Pease traced his inspiration to write the book back to 1990 when he received the Ted and Helen Geisel 3rd Century Professorship in the Humanities. Pease has been conducting research for the book since he presented a series of talks at the inauguration of the Geisel Library in San Diego, he said.
He began work on the project more seriously after working on the documentary "The Political Dr. Seuss" with director Ron Lamothe. Oxford Press contracted him to write the book and he has spent the past two years working on the book "in earnest," he said.
The research material used in the book was gathered from newspaper articles, essays and books found in various libraries across the country, Pease said. He also had an honors student who wrote a "terrific" honors thesis on Dr. Seuss in 1994, he said.
The book focuses on the relationship between events in Theodor Geisel's life and the artwork that he created, Pease said. The book describes the vast range of Geisel's career that includes not only his prolific work as a children's author but also the time he spent as an ad-man, a satirical cartoonist and even a filmmaker under Frank Capra during World War II.
Pease said his book helps to round out existing works on Geisel's life.
"Other work that's published on Dr. Seuss either treats the life and the work as independent of each other or treats the life without the work," he said.
Pease also discovered that Geisel's relationship with Dartmouth was "even more intimate" than he had previously known, he said.
Geisel named characters in several of his children's books after Dartmouth classmates, Pease said. For example, the title character of "Horton Hears a Who" is named after Horton Conrad, one of Geisel's classmates, Pease said. The Wahoo River, which is featured in the book "I Had Trouble in Getting to Solla Sollew" gets its name from a common class cheer "Wah Hoo Wah", Pease said. Other books also include sign names that are based on the names of Geisel's Dartmouth peers. Geisel often dedicated books to former Dartmouth classmates, he said.
"Dartmouth was a kind of world elsewhere, a second world, where everything that had come apart in his first world was restored into a kind of magical space," Pease said of Geisel's experience at Dartmouth in an interview with Vermont Public Radio.
Pease made connections between events early in Geisel's life, particularly the anti-German prejudice he experienced growing up in Springfield, Mass., and the themes that appear in his work. His first book "And to Think I That I Saw it on Mulberry Street" relates to his experience walking back and forth from school as a child when he was targeted for his German heritage, Pease said.
Geisel also acquired his pen name "Dr. Seuss" during his tenure at Dartmouth, publishing several cartoons in the Jack-O-Lantern under that name.
Pease said he is now working on a book on 19th century American renaissance text with Duke University Press that will be part of the "New Americanists" series. Pease also published "The New American Exceptionalism" earlier this year.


> EXERCISE DIRECTIONS
Each line of the entries below that includes "leader" belongs in your answer.

(Figure dataset records)
══════════════════════════════

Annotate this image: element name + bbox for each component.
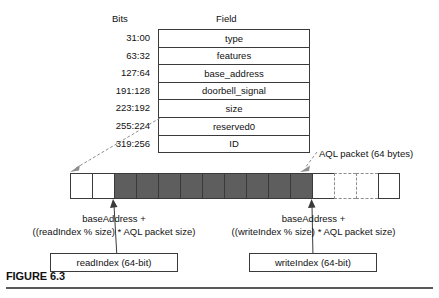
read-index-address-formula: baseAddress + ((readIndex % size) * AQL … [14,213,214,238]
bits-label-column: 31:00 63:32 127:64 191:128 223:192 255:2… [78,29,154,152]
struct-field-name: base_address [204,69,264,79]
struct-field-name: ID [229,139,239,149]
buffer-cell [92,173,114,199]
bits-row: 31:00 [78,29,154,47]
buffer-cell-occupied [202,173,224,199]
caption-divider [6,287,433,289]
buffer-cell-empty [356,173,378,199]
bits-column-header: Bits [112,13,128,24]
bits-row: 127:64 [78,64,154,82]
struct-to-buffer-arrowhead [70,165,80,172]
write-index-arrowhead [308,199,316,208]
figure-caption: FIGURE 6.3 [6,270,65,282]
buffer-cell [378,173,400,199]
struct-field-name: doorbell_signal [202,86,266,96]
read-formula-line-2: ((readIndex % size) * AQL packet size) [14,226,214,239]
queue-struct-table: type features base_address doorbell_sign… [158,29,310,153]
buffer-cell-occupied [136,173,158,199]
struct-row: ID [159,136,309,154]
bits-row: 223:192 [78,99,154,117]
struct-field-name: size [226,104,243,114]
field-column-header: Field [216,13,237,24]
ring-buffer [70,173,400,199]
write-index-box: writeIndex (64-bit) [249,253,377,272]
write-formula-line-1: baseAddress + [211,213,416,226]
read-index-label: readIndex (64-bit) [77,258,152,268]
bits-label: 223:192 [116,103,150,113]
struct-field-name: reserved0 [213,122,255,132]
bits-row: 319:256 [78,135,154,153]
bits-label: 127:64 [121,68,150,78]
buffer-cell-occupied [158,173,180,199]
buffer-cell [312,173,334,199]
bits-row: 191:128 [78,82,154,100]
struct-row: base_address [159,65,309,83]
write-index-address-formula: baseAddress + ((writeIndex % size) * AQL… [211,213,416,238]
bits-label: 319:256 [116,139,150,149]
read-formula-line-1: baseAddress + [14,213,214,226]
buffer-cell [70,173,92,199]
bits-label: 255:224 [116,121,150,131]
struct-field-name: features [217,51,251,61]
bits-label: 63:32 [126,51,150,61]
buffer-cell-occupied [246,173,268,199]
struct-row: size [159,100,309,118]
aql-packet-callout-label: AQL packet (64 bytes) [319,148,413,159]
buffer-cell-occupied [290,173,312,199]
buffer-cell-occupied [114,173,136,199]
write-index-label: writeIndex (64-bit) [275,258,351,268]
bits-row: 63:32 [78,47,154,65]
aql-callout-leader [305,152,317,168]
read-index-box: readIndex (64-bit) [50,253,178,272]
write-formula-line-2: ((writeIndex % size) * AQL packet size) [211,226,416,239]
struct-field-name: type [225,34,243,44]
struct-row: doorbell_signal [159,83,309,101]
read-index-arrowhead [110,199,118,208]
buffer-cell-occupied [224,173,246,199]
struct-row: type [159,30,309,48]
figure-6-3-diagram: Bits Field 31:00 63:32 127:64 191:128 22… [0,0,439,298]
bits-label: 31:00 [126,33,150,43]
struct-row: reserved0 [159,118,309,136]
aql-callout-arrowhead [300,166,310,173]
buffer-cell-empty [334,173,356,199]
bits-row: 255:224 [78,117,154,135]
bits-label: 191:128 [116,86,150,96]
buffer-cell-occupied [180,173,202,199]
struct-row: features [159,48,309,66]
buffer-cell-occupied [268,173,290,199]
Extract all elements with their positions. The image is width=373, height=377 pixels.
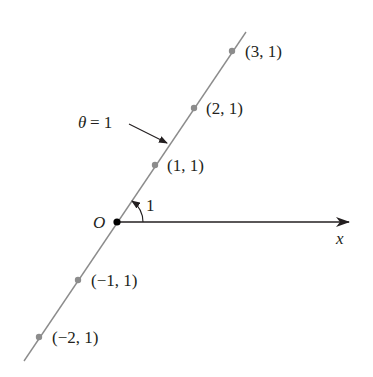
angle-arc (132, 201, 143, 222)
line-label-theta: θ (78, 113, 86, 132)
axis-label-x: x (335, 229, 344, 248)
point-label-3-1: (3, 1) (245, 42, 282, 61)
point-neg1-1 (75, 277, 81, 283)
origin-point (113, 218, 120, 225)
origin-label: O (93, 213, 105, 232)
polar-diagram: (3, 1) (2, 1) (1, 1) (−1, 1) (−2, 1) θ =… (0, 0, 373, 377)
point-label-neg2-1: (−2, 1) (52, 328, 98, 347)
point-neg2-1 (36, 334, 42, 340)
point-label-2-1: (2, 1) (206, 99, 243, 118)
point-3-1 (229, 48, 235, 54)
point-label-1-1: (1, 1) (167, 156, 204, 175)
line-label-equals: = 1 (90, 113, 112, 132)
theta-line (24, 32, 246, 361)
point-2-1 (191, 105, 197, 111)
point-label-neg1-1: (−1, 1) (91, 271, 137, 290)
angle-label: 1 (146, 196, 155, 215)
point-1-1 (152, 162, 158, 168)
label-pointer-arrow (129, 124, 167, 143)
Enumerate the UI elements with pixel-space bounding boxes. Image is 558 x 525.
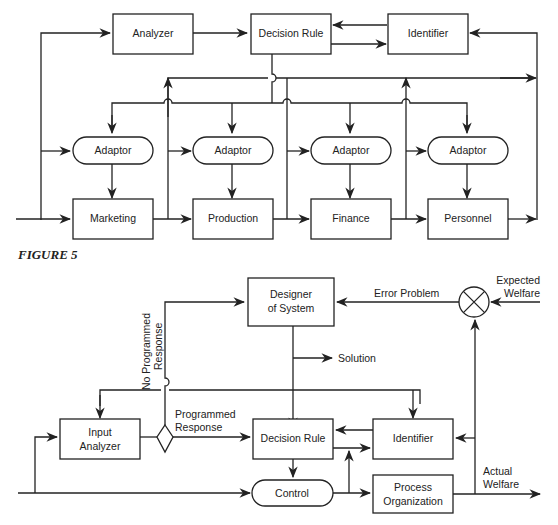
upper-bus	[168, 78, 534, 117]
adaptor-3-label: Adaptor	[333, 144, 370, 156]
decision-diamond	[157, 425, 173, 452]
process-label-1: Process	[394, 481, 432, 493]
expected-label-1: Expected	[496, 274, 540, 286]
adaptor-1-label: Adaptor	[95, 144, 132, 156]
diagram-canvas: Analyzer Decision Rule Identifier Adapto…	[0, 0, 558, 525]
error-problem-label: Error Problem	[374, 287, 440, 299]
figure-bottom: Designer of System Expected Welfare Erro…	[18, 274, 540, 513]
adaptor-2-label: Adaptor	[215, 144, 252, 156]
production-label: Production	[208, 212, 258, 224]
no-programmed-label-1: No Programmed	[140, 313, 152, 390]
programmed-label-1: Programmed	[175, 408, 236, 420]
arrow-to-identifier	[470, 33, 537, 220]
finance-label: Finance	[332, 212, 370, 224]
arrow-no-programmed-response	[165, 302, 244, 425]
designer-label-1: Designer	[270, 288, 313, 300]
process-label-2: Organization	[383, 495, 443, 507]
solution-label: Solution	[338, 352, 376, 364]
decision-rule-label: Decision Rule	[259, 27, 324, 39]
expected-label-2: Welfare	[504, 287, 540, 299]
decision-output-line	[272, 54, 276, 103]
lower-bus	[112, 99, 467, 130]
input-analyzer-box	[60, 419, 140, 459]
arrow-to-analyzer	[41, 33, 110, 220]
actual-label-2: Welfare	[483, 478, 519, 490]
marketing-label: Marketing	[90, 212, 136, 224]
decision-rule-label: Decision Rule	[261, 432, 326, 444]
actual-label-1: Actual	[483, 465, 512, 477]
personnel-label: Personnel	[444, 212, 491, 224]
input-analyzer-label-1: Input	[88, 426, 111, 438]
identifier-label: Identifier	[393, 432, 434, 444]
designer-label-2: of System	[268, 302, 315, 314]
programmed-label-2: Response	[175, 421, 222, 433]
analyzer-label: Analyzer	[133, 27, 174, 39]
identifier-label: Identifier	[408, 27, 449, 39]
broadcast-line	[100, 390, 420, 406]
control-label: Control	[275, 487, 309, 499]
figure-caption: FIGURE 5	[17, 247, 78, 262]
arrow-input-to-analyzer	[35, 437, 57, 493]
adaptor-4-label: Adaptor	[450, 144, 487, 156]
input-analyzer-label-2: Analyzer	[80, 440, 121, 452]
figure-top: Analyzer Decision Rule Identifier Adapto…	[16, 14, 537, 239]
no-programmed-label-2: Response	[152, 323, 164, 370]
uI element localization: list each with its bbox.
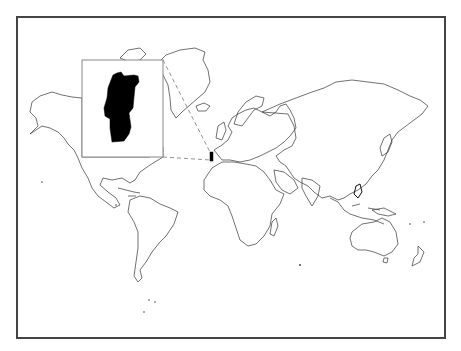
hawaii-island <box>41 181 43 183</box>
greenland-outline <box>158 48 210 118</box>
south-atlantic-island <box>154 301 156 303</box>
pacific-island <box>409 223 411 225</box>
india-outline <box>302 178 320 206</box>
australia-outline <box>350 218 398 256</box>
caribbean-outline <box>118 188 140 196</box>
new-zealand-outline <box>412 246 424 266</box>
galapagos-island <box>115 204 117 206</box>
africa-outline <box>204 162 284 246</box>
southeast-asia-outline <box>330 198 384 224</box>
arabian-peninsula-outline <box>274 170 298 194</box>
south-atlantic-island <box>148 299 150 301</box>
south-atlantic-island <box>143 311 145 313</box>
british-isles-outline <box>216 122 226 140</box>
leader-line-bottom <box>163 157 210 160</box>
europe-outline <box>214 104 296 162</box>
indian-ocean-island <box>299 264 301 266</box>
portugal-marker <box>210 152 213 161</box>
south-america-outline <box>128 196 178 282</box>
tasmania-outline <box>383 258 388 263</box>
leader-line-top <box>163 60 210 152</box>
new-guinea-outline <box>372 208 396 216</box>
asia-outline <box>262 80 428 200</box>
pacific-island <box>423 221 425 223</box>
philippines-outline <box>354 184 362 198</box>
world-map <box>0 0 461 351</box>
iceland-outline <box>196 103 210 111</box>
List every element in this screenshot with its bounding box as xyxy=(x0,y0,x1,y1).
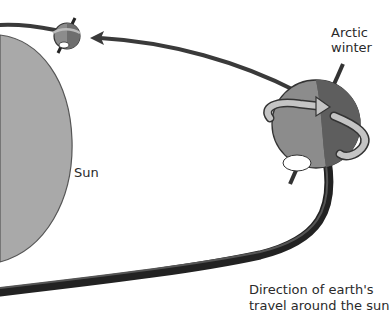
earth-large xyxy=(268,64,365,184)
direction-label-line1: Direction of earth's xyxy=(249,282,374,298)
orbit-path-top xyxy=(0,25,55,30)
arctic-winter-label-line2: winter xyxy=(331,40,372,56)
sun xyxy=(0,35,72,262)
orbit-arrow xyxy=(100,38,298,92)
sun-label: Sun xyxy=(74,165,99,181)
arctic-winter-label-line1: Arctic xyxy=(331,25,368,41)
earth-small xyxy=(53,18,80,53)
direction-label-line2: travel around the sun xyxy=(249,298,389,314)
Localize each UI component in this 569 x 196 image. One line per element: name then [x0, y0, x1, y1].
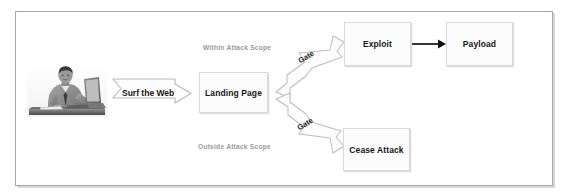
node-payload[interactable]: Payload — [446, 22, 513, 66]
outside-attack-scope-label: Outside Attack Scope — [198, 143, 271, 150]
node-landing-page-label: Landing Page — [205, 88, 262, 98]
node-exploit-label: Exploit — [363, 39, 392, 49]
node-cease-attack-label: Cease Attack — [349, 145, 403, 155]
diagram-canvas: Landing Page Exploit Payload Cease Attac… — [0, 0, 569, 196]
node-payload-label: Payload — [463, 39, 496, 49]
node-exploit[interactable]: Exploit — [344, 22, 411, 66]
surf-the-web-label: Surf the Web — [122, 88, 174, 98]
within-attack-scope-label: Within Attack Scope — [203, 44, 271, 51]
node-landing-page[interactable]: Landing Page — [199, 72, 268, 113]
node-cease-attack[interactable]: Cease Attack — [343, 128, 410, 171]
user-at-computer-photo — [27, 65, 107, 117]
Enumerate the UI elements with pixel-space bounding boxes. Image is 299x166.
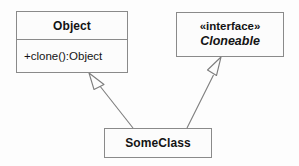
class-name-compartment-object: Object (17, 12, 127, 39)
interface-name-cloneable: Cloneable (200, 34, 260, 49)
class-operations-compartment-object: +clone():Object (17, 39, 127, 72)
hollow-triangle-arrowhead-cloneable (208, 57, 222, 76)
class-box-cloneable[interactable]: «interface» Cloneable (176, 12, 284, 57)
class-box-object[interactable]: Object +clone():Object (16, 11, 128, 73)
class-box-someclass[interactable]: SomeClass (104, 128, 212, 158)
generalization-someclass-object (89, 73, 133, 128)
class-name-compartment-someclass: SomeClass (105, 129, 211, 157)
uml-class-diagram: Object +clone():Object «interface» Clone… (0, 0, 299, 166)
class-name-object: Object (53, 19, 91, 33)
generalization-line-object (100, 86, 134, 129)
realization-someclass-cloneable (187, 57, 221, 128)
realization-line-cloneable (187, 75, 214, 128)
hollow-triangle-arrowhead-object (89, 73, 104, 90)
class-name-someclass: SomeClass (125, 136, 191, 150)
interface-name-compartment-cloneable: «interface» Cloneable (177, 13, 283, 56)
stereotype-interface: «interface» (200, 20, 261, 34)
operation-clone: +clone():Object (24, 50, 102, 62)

══════════════════════════════

> RESULT
aql-callout-leader [305,152,317,168]
leader-line-bottom <box>163 157 210 160</box>
leader-line-top <box>163 60 210 152</box>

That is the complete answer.